Willis Tower
Willis Tower is a 110-story, 1,451-foot (442.3 m) skyscraper in Chicago's Loop district. When it was completed in 1973, it was the tallest building in the world — a title it held for nearly a quarter-century. Designed by architect Bruce Graham and structural engineer Fazlur Rahman Khan at SOM, its black glass and anodized-aluminum exterior is shaped by nine bundled square tubes arranged in a 3×3 grid that step back in stages as the tower rises. The lower floors served as the global headquarters of Sears — then the world's largest retailer — until 1994; the building was renamed in 2009 when Willis Group signed a lease, though Chicagoans still call it the Sears Tower. More than 1.7 million visitors a year ride up to the Skydeck, the highest observation deck in the United States — but the details worth lingering over are hidden in the glass ledges, the bundled-tube setbacks, and the elevator shafts.
United States · 7 The overlooked corners inside
The overlooked corners inside
Skydeck
The elevator takes about sixty seconds to reach the 103rd floor, fast enough that you feel a small pop in your ears from the pressure change. At 1,353 feet (412.4 m), the Skydeck is the highest observation deck in the United States and one of Chicago's most-visited attractions. On a clear day, you can see past the flat farmland of Illinois and across Lake Michigan to Indiana, Michigan, and Wisconsin. When the wind is up, you can feel the whole building shift slightly underfoot.
Sources: en.wikipedia.org
The Ledge
Cantilevered from the south-facing exterior wall of the 103rd floor, directly above South Wacker Drive, are a row of all-glass balconies that extend roughly 4 feet (1.2 m) beyond the facade. Informally known as the Ledge, they put you on a glass floor with an unobstructed view straight down to the street far below. Each box supports up to 5 short tons (4.5 metric tons) and has been open to the public since July 2, 2009.
Sources: en.wikipedia.org
In the Heart of this Infinite Particle of Galactic Dust
Step into the Wacker Drive lobby and look up: more than seven thousand translucent discs made of washi paper and resin hang from the ceiling in a dense, still cloud that fills the entire overhead expanse. The piece is *In the Heart of this Infinite Particle of Galactic Dust*, created by artist Jacob Hashimoto in 2019. Light passes through the gossamer discs and scatters in shifting patterns across the surrounding walls — a rare moment of pause inside what is otherwise the building's busiest threshold.
Sources: en.wikipedia.org
Color Factory
Two floors below the lobby, tucked inside the Catalog shopping concourse, is a space that feels nothing like the steel tower above it: Color Factory, a 24,000-square-foot interactive color experience and the brand's largest flagship, which opened in August 2022. Its ten rooms were painted in 117 different colors; one of them holds a ball pit of 200,000 balls in shades of green, spread across roughly 2,600 square feet and served by two slides. Artists Camille Walala, Liz West, Edra Soto, and Yuri Suzuki contributed installations, alongside partners MCA Chicago, local literacy nonprofit 826CHI, and SocialWorks. Each room draws on Chicago imagery — from the blue-and-white stripes of the city flag to the sport pepper on a Chicago-style hot dog.
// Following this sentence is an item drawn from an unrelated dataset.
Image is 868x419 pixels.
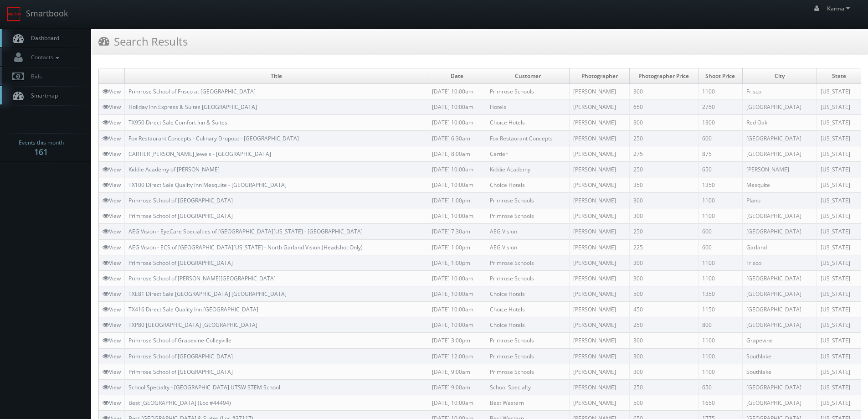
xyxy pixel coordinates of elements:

Sources: rejournals.com · colorfactory.co
Bundled-Tube Structure and Facade
Looking up from the street, Willis Tower doesn't taper like a spire — it steps back in distinct stages, each one revealing the bundled-tube system at the heart of its structure. The building is made up of nine square tubes, each 23 by 23 meters, that terminate at different heights: the full nine are present up through the 50th floor (roughly 4,800 m² per floor); two tubes on the northwest and southeast drop off at the 50th floor, two more on the northeast and southwest at the 66th, leaving a cross-shaped five-tube arrangement through the 90th floor; above the 90th, only the west tube and the center tube continue to the 108th floor, shrinking each floor to about 1,141 m². The exterior is anodized aluminum and black glass, with 16,000 rectangular windows — each approximately 1.5 by 2.4 meters — set with bronze-tinted glass.
Sources: en.wikipedia.org
Structure and Building Systems
The numbers behind Willis Tower are striking: 67,000 metric tons of steel, roughly 800 met… 🔒 Unlock the full guide
Sources: en.wikipedia.org
Elevators and Escalators
Willis Tower has 103 elevators, 14 of which are double-deck cars; all told, 97 cabs serve… 🔒 Unlock the full guide
Sources: en.wikipedia.org
FAQ
What overlooked corners are worth seeing inside Willis Tower?
Skydeck, The Ledge, In the Heart of this Infinite Particle of Galactic Dust and more — 7 spots in all, each with sources and a guide in your language to read or listen to on the spot.
Is the Willis Tower guide free?
The first 5 spots are free to read; the other 2 unlock with a one-time purchase (not a subscription).